The Senate’s companion bill currently has 62 bipartisan cosponsors, which is enough to overcome a filibuster. But prior to Schumer’s promise at the rally this week, the legislation had not seen much movement. Now the pressure is building on the Senate side to push the bill to a vote.

If enacted, the Social Security Fairness Act would repeal the Windfall Elimination Provision and the Government Pension Offset. The WEP and GPO reduce and in some cases eliminate Social Security benefits for public servants who also spent time working in a job that pays into Social Security.

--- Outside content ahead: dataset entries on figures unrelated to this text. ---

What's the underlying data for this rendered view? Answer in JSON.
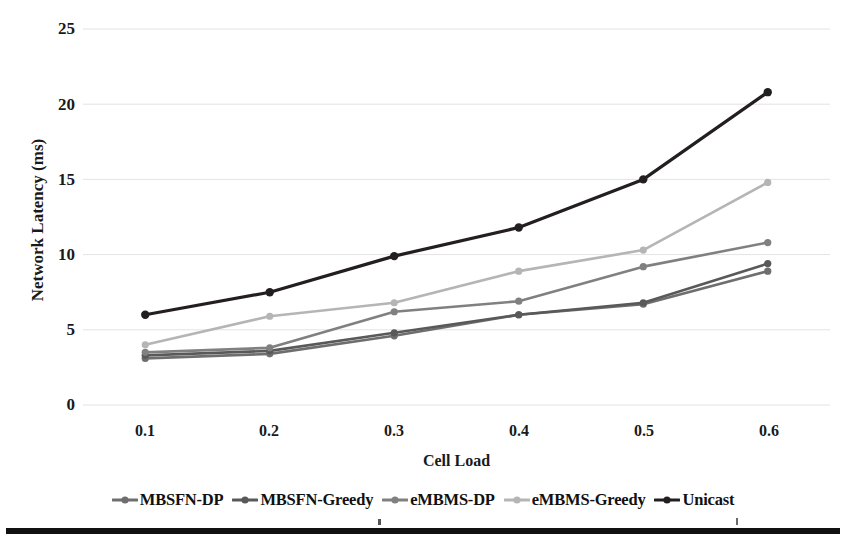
{
  "chart_data": {
    "type": "line",
    "title": "",
    "xlabel": "Cell Load",
    "ylabel": "Network Latency (ms)",
    "x": [
      0.1,
      0.2,
      0.3,
      0.4,
      0.5,
      0.6
    ],
    "categories": [
      "0.1",
      "0.2",
      "0.3",
      "0.4",
      "0.5",
      "0.6"
    ],
    "xtick_labels": [
      "0.1",
      "0.2",
      "0.3",
      "0.4",
      "0.5",
      "0.6"
    ],
    "ytick_labels": [
      "0",
      "5",
      "10",
      "15",
      "20",
      "25"
    ],
    "ylim": [
      0,
      25
    ],
    "ytick_values": [
      0,
      5,
      10,
      15,
      20,
      25
    ],
    "grid": "horizontal",
    "legend_position": "bottom",
    "series": [
      {
        "name": "MBSFN-DP",
        "color": "#6e6e6e",
        "marker": "circle",
        "values": [
          3.1,
          3.4,
          4.6,
          6.0,
          6.7,
          8.9
        ]
      },
      {
        "name": "MBSFN-Greedy",
        "color": "#595959",
        "marker": "circle",
        "values": [
          3.3,
          3.6,
          4.8,
          6.0,
          6.8,
          9.4
        ]
      },
      {
        "name": "eMBMS-DP",
        "color": "#808080",
        "marker": "circle",
        "values": [
          3.5,
          3.8,
          6.2,
          6.9,
          9.2,
          10.8
        ]
      },
      {
        "name": "eMBMS-Greedy",
        "color": "#b5b5b5",
        "marker": "circle",
        "values": [
          4.0,
          5.9,
          6.8,
          8.9,
          10.3,
          14.8
        ]
      },
      {
        "name": "Unicast",
        "color": "#231f20",
        "marker": "circle",
        "values": [
          6.0,
          7.5,
          9.9,
          11.8,
          15.0,
          20.8
        ]
      }
    ]
  },
  "axes": {
    "y_title": "Network Latency (ms)",
    "x_title": "Cell Load",
    "y_ticks": [
      "25",
      "20",
      "15",
      "10",
      "5",
      "0"
    ],
    "x_ticks": [
      "0.1",
      "0.2",
      "0.3",
      "0.4",
      "0.5",
      "0.6"
    ]
  },
  "legend": {
    "items": [
      {
        "label": "MBSFN-DP",
        "color": "#6e6e6e"
      },
      {
        "label": "MBSFN-Greedy",
        "color": "#595959"
      },
      {
        "label": "eMBMS-DP",
        "color": "#808080"
      },
      {
        "label": "eMBMS-Greedy",
        "color": "#b5b5b5"
      },
      {
        "label": "Unicast",
        "color": "#231f20"
      }
    ]
  },
  "style": {
    "gridline_color": "#e3e3e3",
    "background": "#ffffff",
    "text_color": "#1a1a1a",
    "rule_color": "#111111"
  }
}
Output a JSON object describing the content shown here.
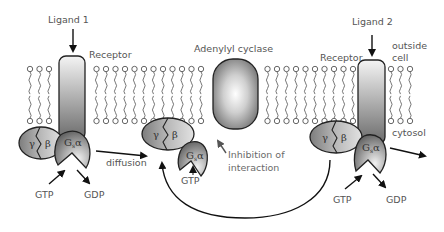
{
  "labels": {
    "ligand1": "Ligand 1",
    "ligand2": "Ligand 2",
    "receptor_left": "Receptor",
    "receptor_right": "Receptor",
    "adenylyl_cyclase": "Adenylyl cyclase",
    "outside_cell_line1": "outside",
    "outside_cell_line2": "cell",
    "cytosol": "cytosol",
    "diffusion": "diffusion",
    "inhibition_line1": "Inhibition of",
    "inhibition_line2": "interaction",
    "gtp_left": "GTP",
    "gdp_left": "GDP",
    "gtp_middle": "GTP",
    "gtp_right": "GTP",
    "gdp_right": "GDP"
  },
  "subunits": {
    "gamma": "γ",
    "beta": "β",
    "galpha_main": "G",
    "galpha_sub": "s",
    "galpha_greek": "α"
  },
  "colors": {
    "background": "#ffffff",
    "membrane_line": "#666666",
    "receptor_top": "#f2f2f2",
    "receptor_bottom": "#6e6e6e",
    "cyclase_center": "#ffffff",
    "cyclase_edge": "#7a7a7a",
    "subunit_dark": "#8a8a8a",
    "subunit_light": "#d6d6d6",
    "label_text": "#555555",
    "arrow": "#111111"
  },
  "nodes": [
    {
      "id": "receptor-1",
      "type": "receptor",
      "label": "Receptor"
    },
    {
      "id": "adenylyl-cyclase",
      "type": "enzyme",
      "label": "Adenylyl cyclase"
    },
    {
      "id": "receptor-2",
      "type": "receptor",
      "label": "Receptor"
    },
    {
      "id": "g-beta-gamma-left",
      "type": "g-protein-dimer",
      "label": "γ β"
    },
    {
      "id": "g-alpha-left",
      "type": "g-protein-alpha",
      "label": "Gsα"
    },
    {
      "id": "g-beta-gamma-middle",
      "type": "g-protein-dimer",
      "label": "γ β"
    },
    {
      "id": "g-alpha-middle",
      "type": "g-protein-alpha",
      "label": "Gsα"
    },
    {
      "id": "g-beta-gamma-right",
      "type": "g-protein-dimer",
      "label": "γ β"
    },
    {
      "id": "g-alpha-right",
      "type": "g-protein-alpha",
      "label": "Gsα"
    }
  ],
  "edges": [
    {
      "from": "Ligand 1",
      "to": "receptor-1",
      "label": ""
    },
    {
      "from": "Ligand 2",
      "to": "receptor-2",
      "label": ""
    },
    {
      "from": "g-beta-gamma-left",
      "to": "g-beta-gamma-middle",
      "label": "diffusion"
    },
    {
      "from": "g-beta-gamma-right",
      "to": "g-beta-gamma-middle",
      "label": ""
    },
    {
      "from": "g-alpha-middle",
      "to": "adenylyl-cyclase",
      "label": "Inhibition of interaction"
    },
    {
      "from": "GTP",
      "to": "g-alpha-left",
      "label": ""
    },
    {
      "from": "g-alpha-left",
      "to": "GDP",
      "label": ""
    },
    {
      "from": "GTP",
      "to": "g-alpha-right",
      "label": ""
    },
    {
      "from": "g-alpha-right",
      "to": "GDP",
      "label": ""
    },
    {
      "from": "g-alpha-right",
      "to": "cytosol",
      "label": ""
    }
  ]
}
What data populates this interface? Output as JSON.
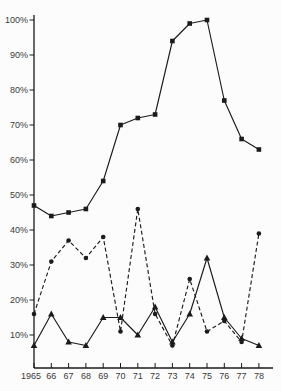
{
  "meta": {
    "background_color": "#fcfcfc",
    "ink_color": "#1b1b1b",
    "label_color": "#3a3a3a"
  },
  "chart_data": {
    "type": "line",
    "title": "",
    "xlabel": "",
    "ylabel": "",
    "grid": false,
    "legend": "none",
    "ylim": [
      0,
      100
    ],
    "y_ticks": [
      10,
      20,
      30,
      40,
      50,
      60,
      70,
      80,
      90,
      100
    ],
    "y_tick_labels": [
      "10%",
      "20%",
      "30%",
      "40%",
      "50%",
      "60%",
      "70%",
      "80%",
      "90%",
      "100%"
    ],
    "categories": [
      "1965",
      "66",
      "67",
      "68",
      "69",
      "70",
      "71",
      "72",
      "73",
      "74",
      "75",
      "76",
      "77",
      "78"
    ],
    "series": [
      {
        "name": "circles",
        "marker": "circle",
        "line_style": "dashed",
        "values": [
          16,
          31,
          37,
          32,
          38,
          11,
          46,
          16,
          7,
          26,
          11,
          14,
          8,
          39
        ]
      },
      {
        "name": "triangles",
        "marker": "triangle",
        "line_style": "solid",
        "values": [
          7,
          16,
          8,
          7,
          15,
          15,
          10,
          18,
          8,
          16,
          32,
          15,
          9,
          7
        ]
      },
      {
        "name": "squares",
        "marker": "square",
        "line_style": "solid",
        "values": [
          47,
          44,
          45,
          46,
          54,
          70,
          72,
          73,
          94,
          99,
          100,
          77,
          66,
          63
        ]
      }
    ]
  }
}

Combined, WEP and GPO affect the benefits of nearly 3 million public servants, as well as their spouses, widows and widowers. Those impacted include federal annuitants in the Civil Service Retirement System, along with other public sector employees such as teachers, firefighters, postal workers and law enforcement officers.

John Hatton, staff vice president of policy and programs at the National Active and Retired Federal Employees Association, said this year’s momentum for the legislation has been the culmination of years of work.

“We had three different committee hearings this year, but then we just were not getting the movement we needed,” Hatton told Federal News Network at the rally. “I think the ability of Graves to get other Republicans on board for the discharge petition and get it on the record for a vote made that success. A ‘sunlight strategy,’ where you force people to put themselves on the record on the vote, as opposed to being bottled up in committee, was something that just worked.”

There’s no indication of how quickly the bill might get taken up in the Senate, but NARFE’s Hatton said he’s hopeful that a vote could happen sooner rather than later.

“If there are objections to the process, that usually slows it down a bit. But the Senate schedule is more difficult to predict,” Hatton said. “It’s been one step building upon another step, upon another step, and it really took a lot of years of advocacy on this.”

The Senate has just a few weeks left to move the Social Security Fairness Act to the floor before the end of the 118th Congress.

“The last stop is to go to the president’s desk and [we will] finally and completely see a righting of a wrong that has impacted so many for so long,” Spanberger said at the rally. “Right now, we’re going to get it done.”